Home TV YouTube Brings More Inventory, TV Set Targeting To The Upfront

YouTube Brings More Inventory, TV Set Targeting To The Upfront

SHARE:

YouTube is expanding the amount of inventory it’s availing in the upfront this year through a new offering called YouTube Select, the company said Tuesday.

YouTube Select grows the pool of inventory advertisers can purchase on a guaranteed upfront basis by bringing more channels into Google Preferred. The new channels, called “emerging lineups,” are organized by categories such as beauty, entertainment, technology and sports, and they allow brands to reach YouTube viewers on the platform’s next tier of popular content.

“Our clients were pushing us to expand inventory available to them in the upfront,” said Tara Walpert Levy, VP of agency and brand solutions at Google.

Emerging lineups have the same advanced brand-safety controls as Google Preferred lineups, including both human and automated content reviews. YouTube Select lineups drove greater ROI than linear TV in 73% of media-mix models analyzed by Nielsen from 2016 to 2018, the company said.

YouTube is also expanding sponsorship opportunities available across top channels and apps but declined to share specifics.

YouTube is making it easier for buyers to purchase inventory from YouTube TV and inventory running on TV screens through dedicated Streaming Lineups, which can be bought in the upfront or programmatically via DV 360. Previously, buyers had to use Google Ads to buy inventory specifically running on TV.

“You can buy on TV screens today, it’s just not easy to do so,” Walpert Levy said. “We made it easier and more comparable to the rest of what we do.”

For buyers, YouTube has been the sleeping giant in the streaming TV space, capturing 40% of ad-supported viewership, despite the historically disjointed buying process. More than 100 million people watch YouTube on their TV screen every month, up 80% year over year, and the platform has 28% unduplicated reach among linear TV viewers.

“Because the ability to buy YouTube as a streaming platform wasn’t as clear, visible or easy for [buyers], it didn’t happen as much,” Walpert Levy said.

Overall, YouTube’s approach to the upfront this year is about flexibility as advertisers deal with the economic fallout of COVID-19 and push investments off. Accommodating a calendar year buying cycle will allow brands to better align their upfront buys with their total investment on YouTube.

“We’re seeing a lot of advertisers and agencies express wildly different interests in terms of deal timing,” Walpert Levy said. “We’re going to be very flexible meeting them where they are.”

Must Read

Google Rolls Out Chatbot Agents For Marketers

Google on Wednesday announced the full availability of its new agentic AI tools, called Ads Advisor and Analytics Advisor.

Amazon Ads Is All In On Simplicity

“We just constantly hear how complex it is right now,” Kelly MacLean, Amazon Ads VP of engineering, science and product, tells AdExchanger. “So that’s really where we we’ve anchored a lot on hearing their feedback, [and] figuring out how we can drive even more simplicity.”

Betrayal, business, deal, greeting, competition concept. Lie deception and corporate dishonesty illustration. Businessmen leaders entrepreneurs making agreement holding concealing knives behind backs.

How PubMatic Countered A Big DSP’s Spending Dip In Q3 (And Our Theory On Who It Was)

In July, PubMatic saw a temporary drop in ad spend from a “large” unnamed DSP partner, which contributed to Q3 revenue of $68 million, a 5% YOY decline.

Privacy! Commerce! Connected TV! Read all about it. Subscribe to AdExchanger Newsletters

Paramount Skydance Merged Its Business – Now It’s Ready To Merge Its Tech Stack

Paramount Skydance, which officially turns 100 days old this week, released its first post-merger quarterly earnings report on Monday.

Hand Wipes Glasses illustration

EssilorLuxottica Leans Into AI To Avoid Ad Waste

AI is bringing accountability to ad tech’s murky middle, helping brands like EssilorLuxottica cut out bots, bad bids and wasted spend before a single impression runs.

The Arena Group's Stephanie Mazzamaro (left) chats with ad tech consultant Addy Atienza at AdMonsters' Sell Side Summit Austin.

For Publishers, AI Gives Monetizable Data Insight But Takes Away Traffic

Traffic-starved publishers are hopeful that their long-undervalued audience data will fuel advertising’s automated future – if only they can finally wrest control of the industry narrative away from ad tech middlemen.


Please copy each line of the listing below precisely, excluding the images.

### Exercise data
*** Begin section ***
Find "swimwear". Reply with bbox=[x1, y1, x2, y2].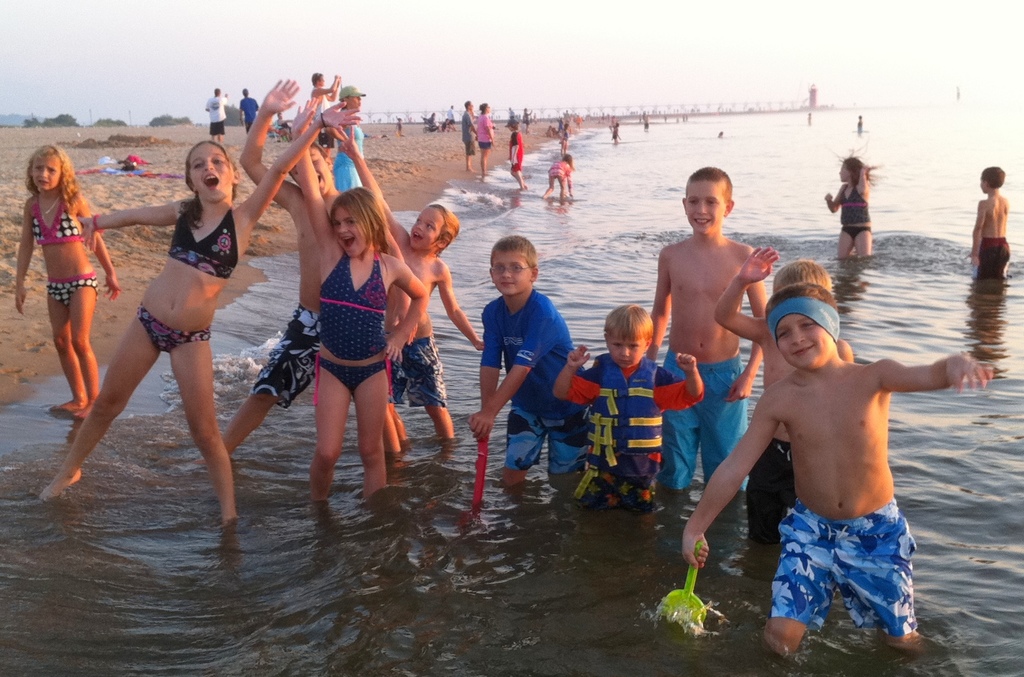
bbox=[842, 226, 872, 241].
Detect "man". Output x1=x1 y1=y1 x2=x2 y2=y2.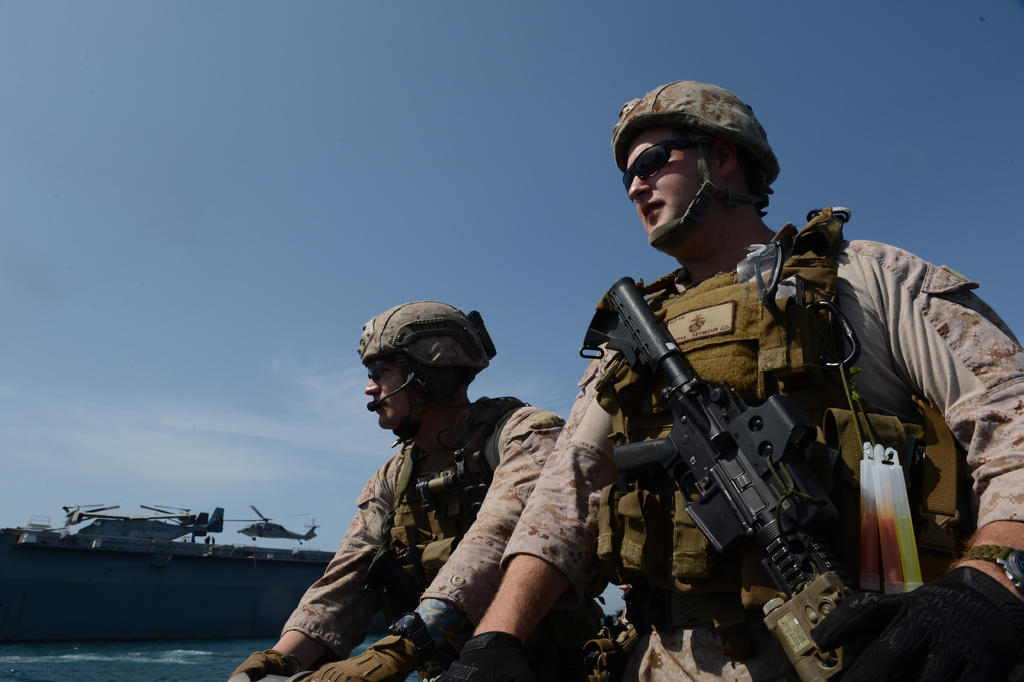
x1=228 y1=298 x2=567 y2=681.
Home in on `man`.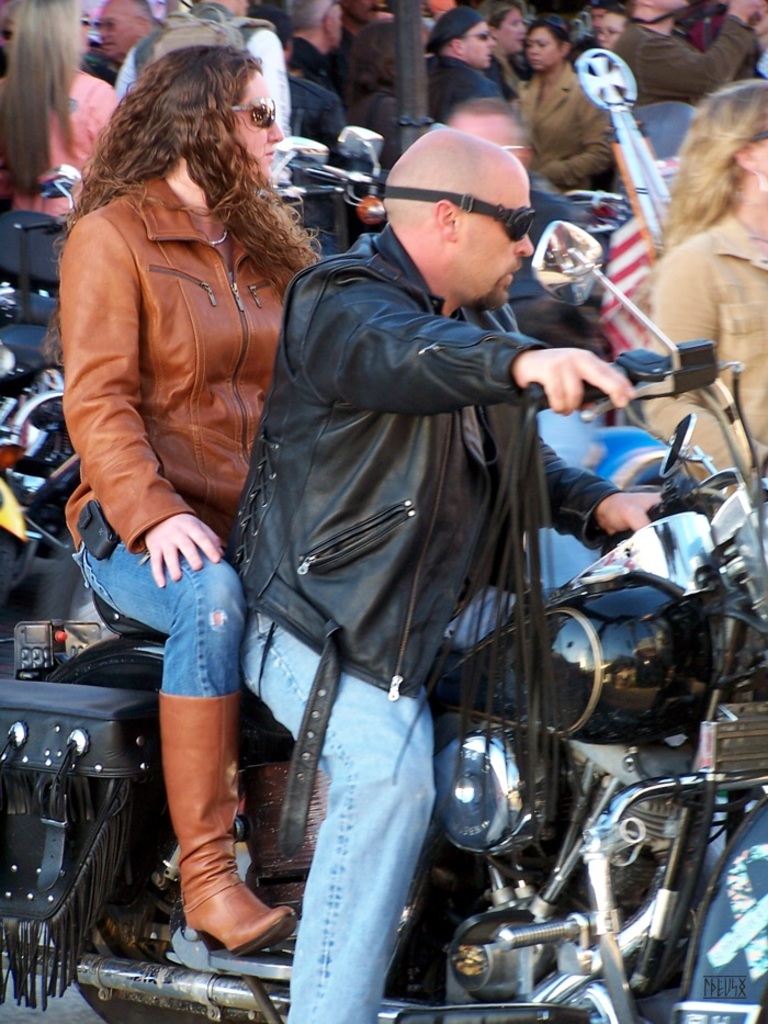
Homed in at (618,0,767,156).
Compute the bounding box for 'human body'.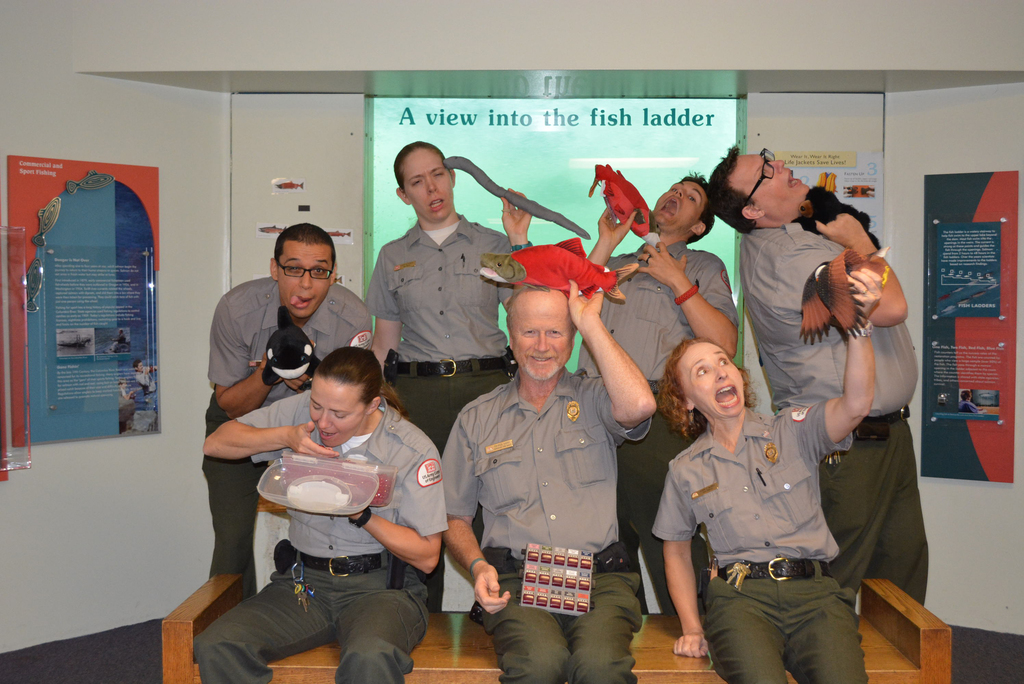
<bbox>708, 145, 924, 614</bbox>.
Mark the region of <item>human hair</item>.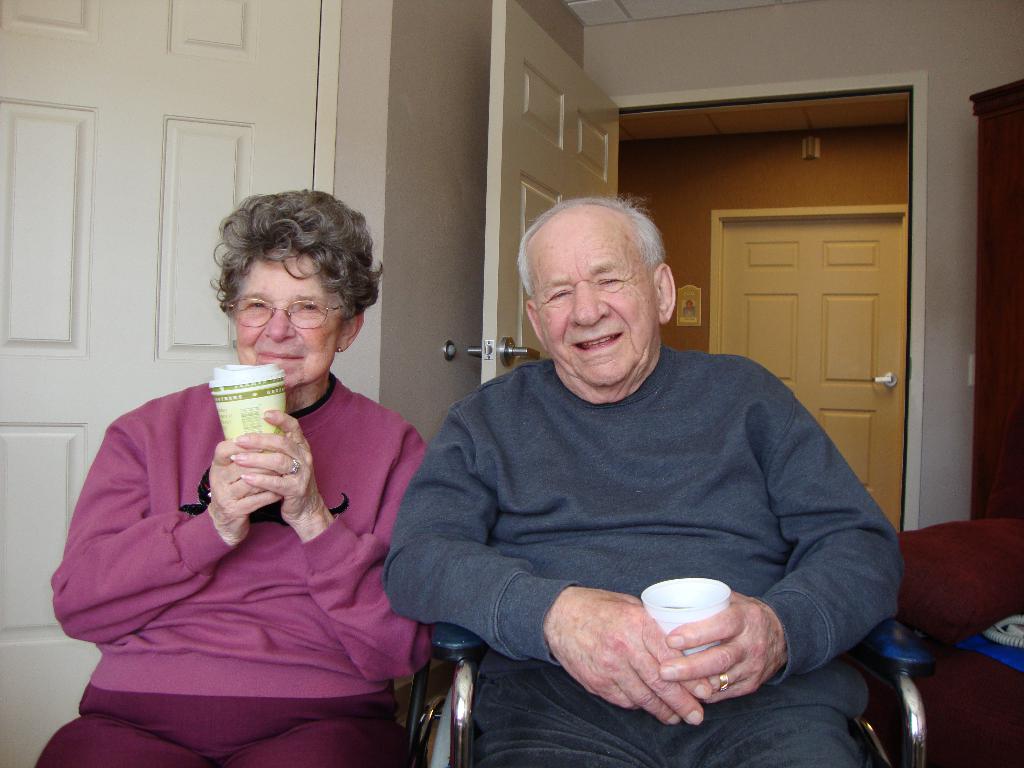
Region: (524, 196, 673, 334).
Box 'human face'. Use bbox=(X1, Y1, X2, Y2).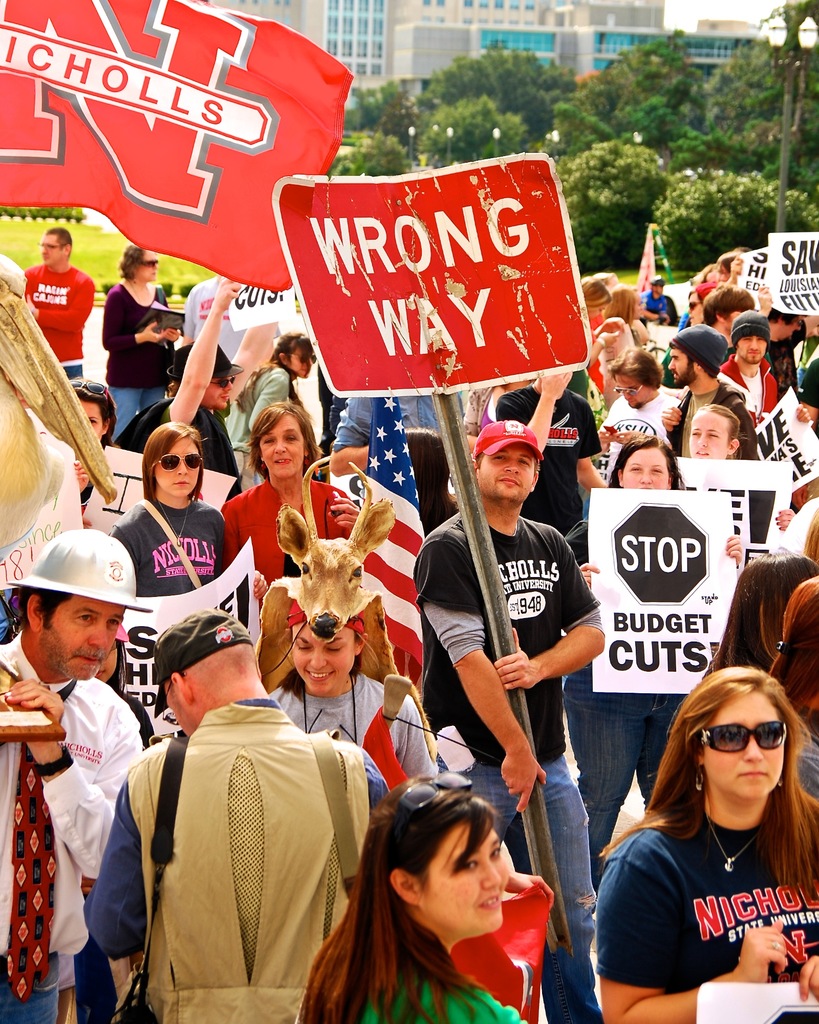
bbox=(685, 407, 731, 458).
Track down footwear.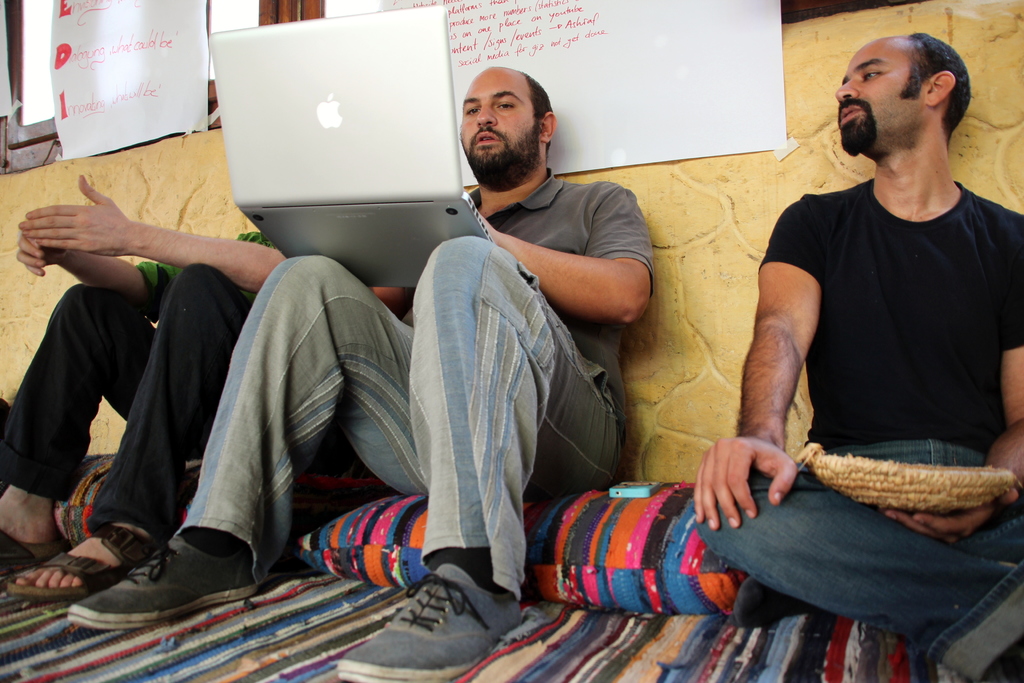
Tracked to [333,562,536,682].
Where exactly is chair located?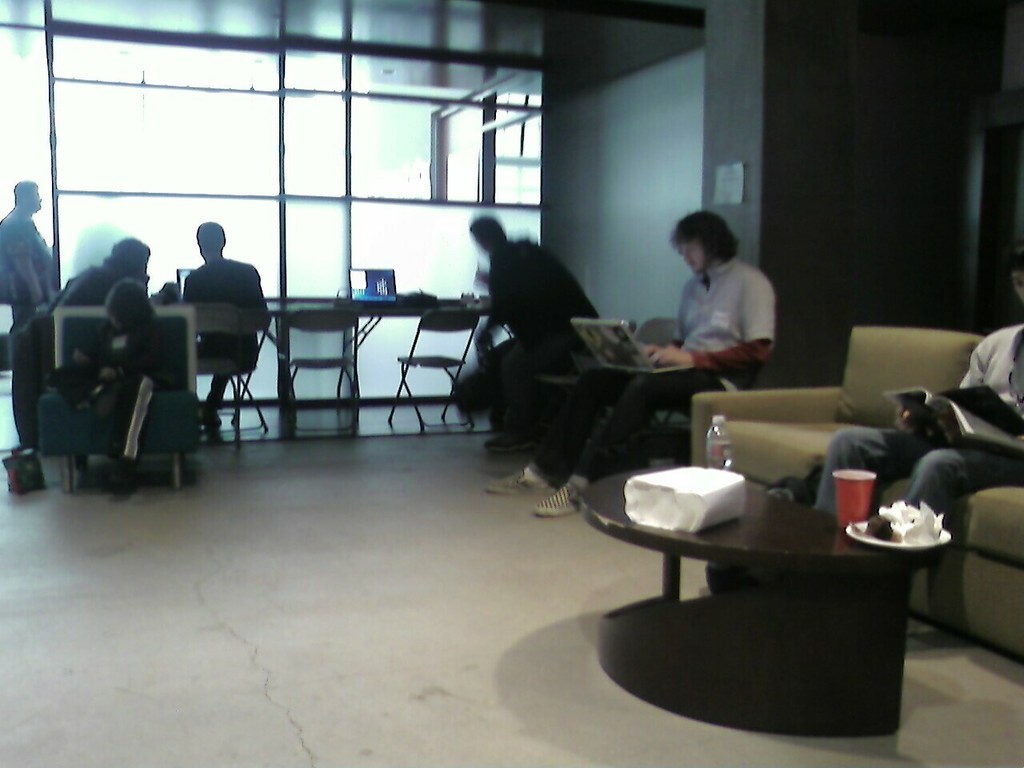
Its bounding box is Rect(269, 307, 365, 431).
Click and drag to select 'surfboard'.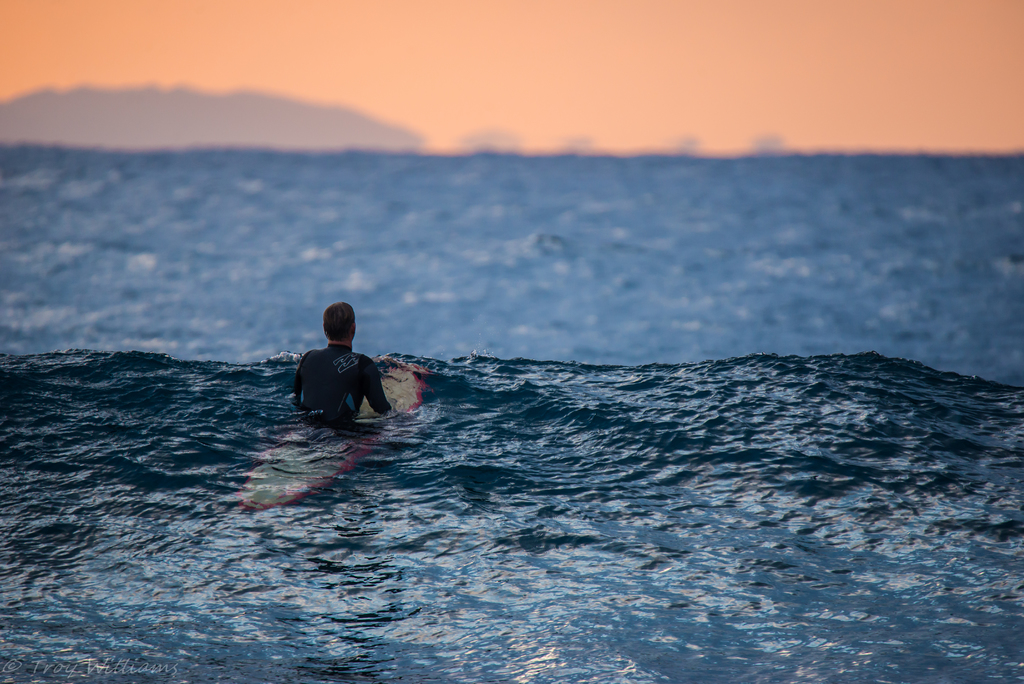
Selection: pyautogui.locateOnScreen(235, 362, 433, 517).
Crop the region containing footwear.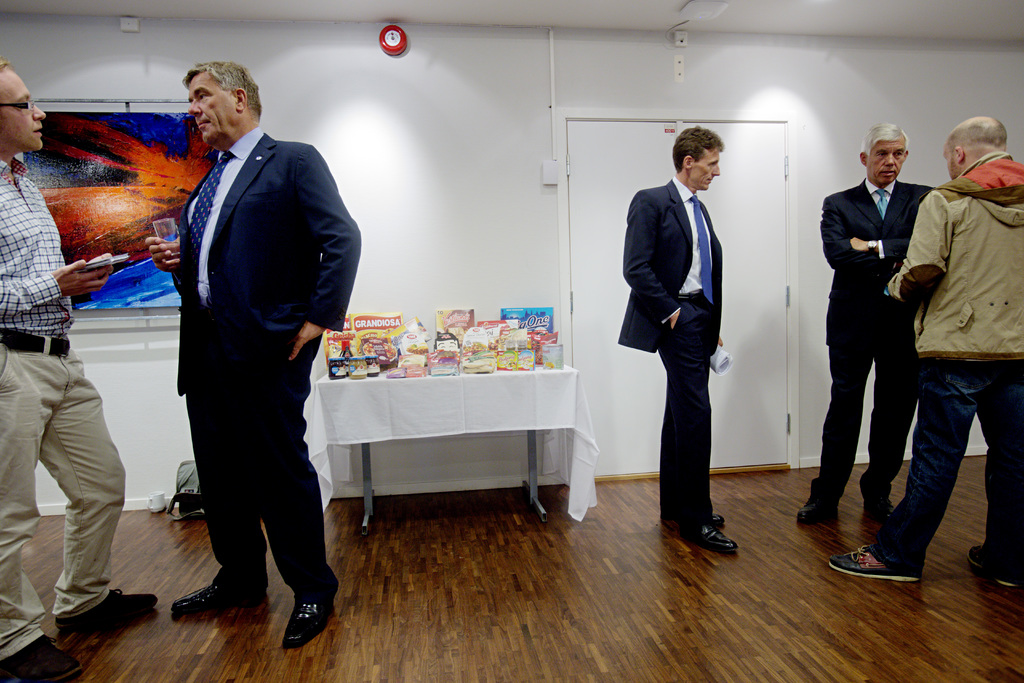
*** End section ***
### Output of the task
Find "swimwear". Reply with bbox=[x1, y1, x2, y2].
bbox=[842, 226, 872, 241].
Detect "man". Output x1=x1 y1=y1 x2=x2 y2=y2.
x1=228 y1=298 x2=567 y2=681.
Home in on `man`.
Homed in at (618,0,767,156).
Compute the bounding box for 'human body'.
<bbox>708, 145, 924, 614</bbox>.
Mark the region of <item>human hair</item>.
Region: (524, 196, 673, 334).
Box 'human face'. Use bbox=(X1, Y1, X2, Y2).
bbox=(685, 407, 731, 458).
Track down footwear.
Tracked to [333,562,536,682].
Where exactly is chair located?
Its bounding box is Rect(269, 307, 365, 431).
Click and drag to select 'surfboard'.
Selection: pyautogui.locateOnScreen(235, 362, 433, 517).
Crop the region containing footwear.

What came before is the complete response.